When it comes to movies about nature rising up and killing us all… The Happening is still worse than Frogs. But only because Frogs features an embryonic, mustache-less Sam Elliott who spends the whole movie threatening to steal away every straight man’s heterosexuality. (He came THIS close). The fact that Frogs is telling a parable about the crime against nature which is white colonialism should make it pretty spectacular, and believe me, seeing everyone revolt against Ray Milland’s stodgy old plantation owning patriarch was gratifying. The exploration of racial injustice via a couple of servants at the plantation and a black supermodel attending a family gathering as one son’s date is ballsy as well. It is unfortunate, then, that Frogs feels like an absolute chore to watch even at a mere 90 minutes. Excruciatingly long, ineffective kill sequences and dozens of camera pans to reveal a snake or a lizard sitting somewhere “ominously” after an inane sequence of dialog kill all of the momentum here. Even to the point where seeing a repulsive old white establishment relic “get it” had me looking at my watch. And what’s up with almost no one getting actually killed by frogs? (@Ed_Travis)


Our Guests

Justin Harlan:

I’ve been working on a “Liam’s Film School” piece on Jodorowsky for like 2 months and it felt very appropriate this week, as the vision of exploding frogs from The Holy Mountain continued to run through my head while I saw wildlife getting their revenge on the cast of Frogs. While the human attack on ecology in the film felt far less insidious than the aforementioned cruelty I witnessed in Jodorowsky’s weird-ass-masterpiece, it really feels like vindication when the attacks begin.

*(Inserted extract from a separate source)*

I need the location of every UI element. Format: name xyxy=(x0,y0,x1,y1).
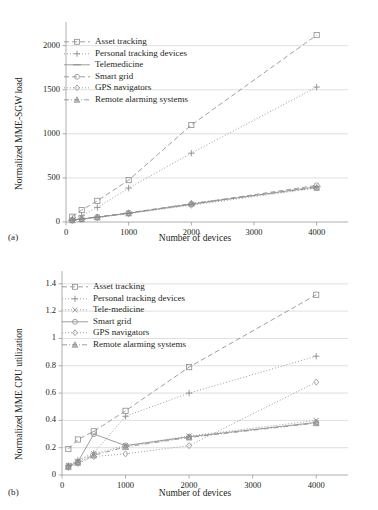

We, as humans, give zero fucks about trouncing animals, plants, and whatever is in our way. If we choose to spray pesticides throughout a jungle island in order to celebrate our birthdays without pesky critters getting in the way, so be it. Civilization comes at a cost, right?

“Fuck your celebrations and fuck your civilization!” That’s what these frogs, snakes, lizards, and spiders have to say. “We gave you a chance to live alongside us and get along, but you ruined it… and now you will pay… especially that asshole Jason guy!”